Currently the plan is:
- Instead of providing our own desktop downloads, we will just provide the package.json file which you can add to any NW.js download.
- Replace most NW.js code with the same code as is currently used in Chrome. For example this means deleting all the NW.js-specific saving code, and replacing it with the local file & folder saves as used in Chrome (but ideally without permission prompts).
- The Windows Store download will be fully retired. Users will be advised to switch to either the Chrome or NW.js version.
This means:
- We no longer have to manage NW.js releases ourselves, freeing up our time.

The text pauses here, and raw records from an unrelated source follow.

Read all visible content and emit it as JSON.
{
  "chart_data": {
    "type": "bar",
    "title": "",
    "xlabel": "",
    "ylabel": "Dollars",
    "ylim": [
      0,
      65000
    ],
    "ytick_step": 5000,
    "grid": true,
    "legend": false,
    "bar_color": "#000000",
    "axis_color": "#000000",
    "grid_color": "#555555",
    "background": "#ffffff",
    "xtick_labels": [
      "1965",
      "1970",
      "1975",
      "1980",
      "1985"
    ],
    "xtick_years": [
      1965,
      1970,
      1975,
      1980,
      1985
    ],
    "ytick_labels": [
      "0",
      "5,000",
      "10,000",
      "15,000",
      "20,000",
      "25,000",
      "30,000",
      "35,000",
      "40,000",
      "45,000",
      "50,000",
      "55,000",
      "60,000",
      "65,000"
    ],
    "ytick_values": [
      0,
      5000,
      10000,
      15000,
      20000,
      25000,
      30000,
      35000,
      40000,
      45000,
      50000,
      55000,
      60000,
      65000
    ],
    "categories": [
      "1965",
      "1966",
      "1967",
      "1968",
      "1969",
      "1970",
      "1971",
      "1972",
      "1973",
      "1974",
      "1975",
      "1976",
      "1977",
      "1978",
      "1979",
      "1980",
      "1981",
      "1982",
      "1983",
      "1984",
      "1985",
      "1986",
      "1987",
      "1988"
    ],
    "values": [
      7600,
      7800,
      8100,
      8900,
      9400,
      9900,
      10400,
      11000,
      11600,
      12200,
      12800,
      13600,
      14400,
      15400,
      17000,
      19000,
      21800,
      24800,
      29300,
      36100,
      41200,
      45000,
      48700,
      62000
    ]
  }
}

- You can download any NW.js version yourself, without having to wait for us to release it. This also includes using NW.js on other OSs that we didn't previously provide builds for (e.g. macOS, Linux).
- We can delete the vast majority of NW.js-specific code and stop having to maintain it with bug fixes and such.
- You can still preview and debug with NW.js features using the editor in NW.js.
- It's largely backwards-compatible: everyone who has already downloaded the NW.js desktop download can keep using the editor with that.
Basically this turns the NW.js version of the editor in to the same thing as you get in Chrome, but with NW.js features still enabled in preview mode. I think this covers everything we want, which is basically eliminating the NW.js maintenance overhead, while keeping all existing features that users rely on (like debugging with NW.js). We'll also provide the NW.js version of Remote Preview on a similar basis, so you can Remote Preview your project with NW.js features active somewhere else without having to send your full project.
Let me know if you have any feedback or if there's anything I missed. I think the next step is to formally notify users of the Windows Store app that it will be retired, so I will do that in the near feature if there are no objections.